It used to be that the primary purpose of American schools was to train our young people in certain skills such as reading and arithmetic, to impart knowledge such as history and geography, and to build character so they would develop into useful citizens. Over the last generation, these were replaced by different priorities. The progressive educationists told us that social adjustment should be our overriding objective. The advocates of forced busing Insisted that our number-one priority should be racial integration.
When the post-World War II baby boom hit the schools, it caused a great teacher shortage coincidentally with the Korean and Vietnam Wars. The result was that thousands of young men found that becoming a teacher, or spending many years as a college student, was a respectable way to avoid the draft.
Three straws in the wind this year indicate that we may again be able to make quality education our first priority. The sharp drop in the U.S. birth rate combined with the skyrocketing cost of a college education have suddenly meant that there are thousands of empty classrooms and that most colleges are crying for students.

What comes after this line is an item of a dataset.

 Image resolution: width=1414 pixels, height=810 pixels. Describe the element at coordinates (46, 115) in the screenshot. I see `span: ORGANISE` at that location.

This means that there are many times more teachers than jobs available. In some desirable areas, schools have ten applicants for every teacher vacancy. Schools and colleges can now afford to be choosy and select only the very best teachers.

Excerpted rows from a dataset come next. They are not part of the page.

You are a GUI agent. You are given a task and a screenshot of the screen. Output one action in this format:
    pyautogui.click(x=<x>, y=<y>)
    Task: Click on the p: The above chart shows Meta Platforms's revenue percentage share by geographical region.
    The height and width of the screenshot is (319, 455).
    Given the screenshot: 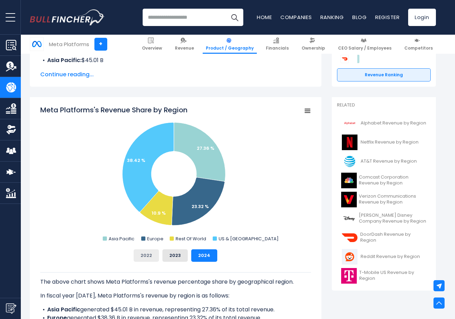 What is the action you would take?
    pyautogui.click(x=176, y=282)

Secondly, the recent Supreme Court decision in the Detroit busing case has squelched forced busing from the suburbs into the inner cities. This decision enables us to push for a better education for all children, instead of consuming our energy, money, time and tempers in a disruptive scheme desired by neither blacks nor whites.
The third straw in the wind this year is the growing influence of the Reading Reform Foundation, a voluntary organization dedicated to restoring to every American child the right to read — by being taught with the only successful method, namely, phonics. At least 32 percent of the public schools in the United States have now returned to teaching reading by using the alphabet and its sounds, the basis of the phonics method.

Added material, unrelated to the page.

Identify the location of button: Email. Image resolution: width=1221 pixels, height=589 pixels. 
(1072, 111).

Children who are taught by phonics are the fortunate ones because they have been given the basic tool of alleducation, the skill of reading. They don’t need any courses in “remedial reading.” The disadvantaged children in our society are those whose learning process has been deliberately stultified by months of the stalling technique called “reading readiness,” followed by years of the look-and-say or whole-word method of reading. This is why a third of all U.S. school-age children in the fifth grade and above are functionally illiterate (defined as reading below fifth-grade level).
I hope that these recent events are the prelude to placing quality education for every child in America as the top priority of our schools.